Book Review: El Proyecto MacNamara

proyectoEl Proyecto MacNamara, The Maverick Irish Priest and the Race to Seize California 1844-1846

By John Fox

Published by Irish Academic Press, Dublin 2014

Reviewer: Eoin O’Driscoll

John Fox chronicles the extraordinary tale of Fr Eugene McNamara, the young Ennis native’s attempt to establish a “New Clare” in the far off pastures of California amidst an extraordinary convalescence of international political forces.

When MacNamara set out to establish an Irish colony in the Americas, the Mexican North Western province of “Alta California” appeared the perfect place. Ireland’s inefficient agricultural system and the economic ill effects of the 1801 Act of Union had fostered a huge demand for pastures new for a beleaguered Irish nation. For the Irish emigrant it offered a freedom to practice the Catholic religion denied at home. For the Mexican state, Irish immigrants could settle the fragile frontier and secure it from further expansion from the United States.

Eugene MacNamara, a young Irish priest, tried to establish ‘New Clare’ in Mexican California.

However, on the very day that MacNamara received approval for his colonial dream from the Mexican government, Alta California declared its independence from the Mexican state. Within months US President Polk would launch the US-Mexican War that would lead to “Alta California” joining the US as the state of California in 1950, joining the former Mexican territories of Oregon and Texas in ensuring the dismemberment of the Mexican state.

Thusly did McNamara’s grand design find itself swamped by international intrigue. With Mexico viewing Britain as its security guarantor, McNamara became a “British” or “Jesuit” agent in the eyes of Washington, despite being neither.  His proposed colony was the subject of concern for figures in Spanish and French government and crucially was targeted as insidious to Polk’s reinvigoration of the Monroe doctrine.

Russian and Prussian machinations also found their way into the empty hinterland of Alta California. MacNamara’s grand vision thereby found itself caught between the establishment of the modern United States of America and the withdrawal of the European powers from their American “discoveries”. Forces far beyond the control of the missionary priest from County Clare would coalesce to submerge his ambitious dream.

MacNamara’s ‘project’ brought him into conflict with a host of colonial powers and the United States, who described him as a ‘British Jesuit’.

The central role of Irish figures as these dramas unfold is evident throughout Fox’s study. He details the oft forgotten international influence of the Irish nation on the course of nineteenth century history. We see Irish priests central to the resurgence of Catholicism in post Revolutionary France, establishing seminaries that served to educate a generation of missionaries, including McNamara himself. We see the impact of “Wild Geese” Irishmen in Bolivar’s fight to shed the shackles of colonialism in South America.

We see figures such as Juan Dumfi O’Donojú, Pedro ÓCrouley y ÓDonnell and of course, Bernardo O’Higgins playing significant roles in South American business and politics. And of course we are exposed to the countless Irish figures who gained prominence through the British imperial system itself. The world in which Fr Eugene MacNamara found himself was one in which Irishmen had earned themselves positions of great prominence all over the globe.  Men from Dublin, Cork and indeed Clare were to play great roles in history of the nineteenth century.

This glimpse, offered by Fox,  of the sprawling international influence of the 19th Century Irish is all the more remarkable for the rapid withdrawal from the world at large that marked the Ireland of the 20th Century. Whereas the era of McNamara saw Daniel O’Connell heralded as a great international Liberal leader and abolitionist, it would see the failed Young Ireland revolution lead to Thomas Francis Meagher,   Charles Gavan Duffy and (albeit ignominiously) John Mitchel, establish themselves as major figures in the New World of Australia and the Americas.

The era of DeValera, on the other hand, was one of decades of an insular Irish nationalism where myopic notions of autarky far outweighed any grand visions of international influence. The sheer extent of Fr McNamara’s Californian vision was a product of his times that would have been unimaginable mere decades later.

McNamara’s tale of an Irishman’s optimism swamped by the forces of international politics (and capitalism) grants a compelling insight into what it meant to be an Irishman in the 19th century

McNamara’s tale of an Irishman’s optimism swamped by the forces of international politics (and capitalism) grants a compelling insight into what it meant to be an Irishman in the 19th century. It proffers an insight into the complexities of the Irish identity during this period. However, Fox’s account suffers from the lamentable lack of available information about McNamara’s own life and the lives of many of his tales other protaganists.

Characters flit in and out of the narrative, marking some impact on the tale of El Proyecto McNamara before fading yet again into obscurity. At times McNamara himself seems pushed into the background as more readily accountable figures such as Lord Aberdeen and US President Polk take to the fore. While Fox does a solid job of conveying McNamara’s story, there is much information still left to be uncovered.

Regarded as almost demonical by the highest echelons of US government, McNamara was an Irishman whose grand ambition could not overcome the tumultuous international political forces of his time. His is a tale well worth the telling.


Description of the task | Look through the listing and report every line that has "Seasonal" in it.

___ Supplied entries

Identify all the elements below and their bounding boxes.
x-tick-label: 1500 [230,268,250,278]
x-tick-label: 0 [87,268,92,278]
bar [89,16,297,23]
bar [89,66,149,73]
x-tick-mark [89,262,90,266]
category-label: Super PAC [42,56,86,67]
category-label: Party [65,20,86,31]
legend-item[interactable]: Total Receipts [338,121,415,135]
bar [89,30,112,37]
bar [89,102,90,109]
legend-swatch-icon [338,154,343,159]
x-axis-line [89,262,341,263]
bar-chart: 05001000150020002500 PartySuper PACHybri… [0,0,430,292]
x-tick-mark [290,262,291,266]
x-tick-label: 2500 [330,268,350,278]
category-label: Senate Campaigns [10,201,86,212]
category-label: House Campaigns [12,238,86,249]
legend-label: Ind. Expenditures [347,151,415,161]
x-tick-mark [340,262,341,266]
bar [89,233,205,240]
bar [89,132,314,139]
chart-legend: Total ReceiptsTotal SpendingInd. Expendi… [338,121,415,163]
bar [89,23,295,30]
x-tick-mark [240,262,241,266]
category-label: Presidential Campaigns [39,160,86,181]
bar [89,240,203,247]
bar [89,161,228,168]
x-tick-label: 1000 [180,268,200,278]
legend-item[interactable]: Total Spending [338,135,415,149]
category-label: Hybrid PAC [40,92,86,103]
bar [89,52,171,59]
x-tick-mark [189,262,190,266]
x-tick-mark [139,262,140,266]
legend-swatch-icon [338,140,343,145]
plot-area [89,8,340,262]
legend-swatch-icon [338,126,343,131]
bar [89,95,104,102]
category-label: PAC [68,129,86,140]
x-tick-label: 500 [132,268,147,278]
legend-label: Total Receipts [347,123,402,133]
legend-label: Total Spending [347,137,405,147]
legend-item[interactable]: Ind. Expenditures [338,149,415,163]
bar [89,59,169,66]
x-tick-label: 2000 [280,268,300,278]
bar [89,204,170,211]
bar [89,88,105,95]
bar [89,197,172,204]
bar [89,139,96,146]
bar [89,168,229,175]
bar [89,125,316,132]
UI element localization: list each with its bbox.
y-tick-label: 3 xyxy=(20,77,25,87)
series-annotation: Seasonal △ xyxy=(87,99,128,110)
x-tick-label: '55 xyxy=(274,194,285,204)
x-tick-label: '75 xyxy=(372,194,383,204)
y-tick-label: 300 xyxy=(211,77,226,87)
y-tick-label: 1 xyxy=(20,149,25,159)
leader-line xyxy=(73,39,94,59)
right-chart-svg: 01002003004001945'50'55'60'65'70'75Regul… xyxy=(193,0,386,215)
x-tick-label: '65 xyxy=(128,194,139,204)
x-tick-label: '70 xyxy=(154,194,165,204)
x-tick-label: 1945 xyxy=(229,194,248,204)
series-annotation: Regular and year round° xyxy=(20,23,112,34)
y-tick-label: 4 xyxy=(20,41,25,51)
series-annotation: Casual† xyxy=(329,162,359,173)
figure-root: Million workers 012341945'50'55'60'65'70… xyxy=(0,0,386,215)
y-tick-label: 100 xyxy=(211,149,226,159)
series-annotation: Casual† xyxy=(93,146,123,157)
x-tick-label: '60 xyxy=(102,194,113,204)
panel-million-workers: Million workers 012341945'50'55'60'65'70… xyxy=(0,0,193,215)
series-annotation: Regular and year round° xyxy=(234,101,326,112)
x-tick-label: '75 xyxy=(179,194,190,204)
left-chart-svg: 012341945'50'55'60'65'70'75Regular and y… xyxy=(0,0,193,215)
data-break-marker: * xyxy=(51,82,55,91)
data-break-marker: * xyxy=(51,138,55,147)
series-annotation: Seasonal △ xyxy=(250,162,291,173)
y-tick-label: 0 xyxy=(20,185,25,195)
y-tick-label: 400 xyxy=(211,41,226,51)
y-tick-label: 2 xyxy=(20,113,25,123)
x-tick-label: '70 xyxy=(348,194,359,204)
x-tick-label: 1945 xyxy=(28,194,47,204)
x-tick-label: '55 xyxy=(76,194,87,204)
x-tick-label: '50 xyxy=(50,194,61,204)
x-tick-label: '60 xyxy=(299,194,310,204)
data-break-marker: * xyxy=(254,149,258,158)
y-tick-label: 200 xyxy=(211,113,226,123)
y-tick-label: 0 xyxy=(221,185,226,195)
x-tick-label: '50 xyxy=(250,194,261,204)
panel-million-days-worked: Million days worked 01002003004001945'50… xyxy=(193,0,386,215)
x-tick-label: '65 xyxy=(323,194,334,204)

______

Response |
series-annotation: Seasonal △ xyxy=(87,99,128,110)
series-annotation: Seasonal △ xyxy=(250,162,291,173)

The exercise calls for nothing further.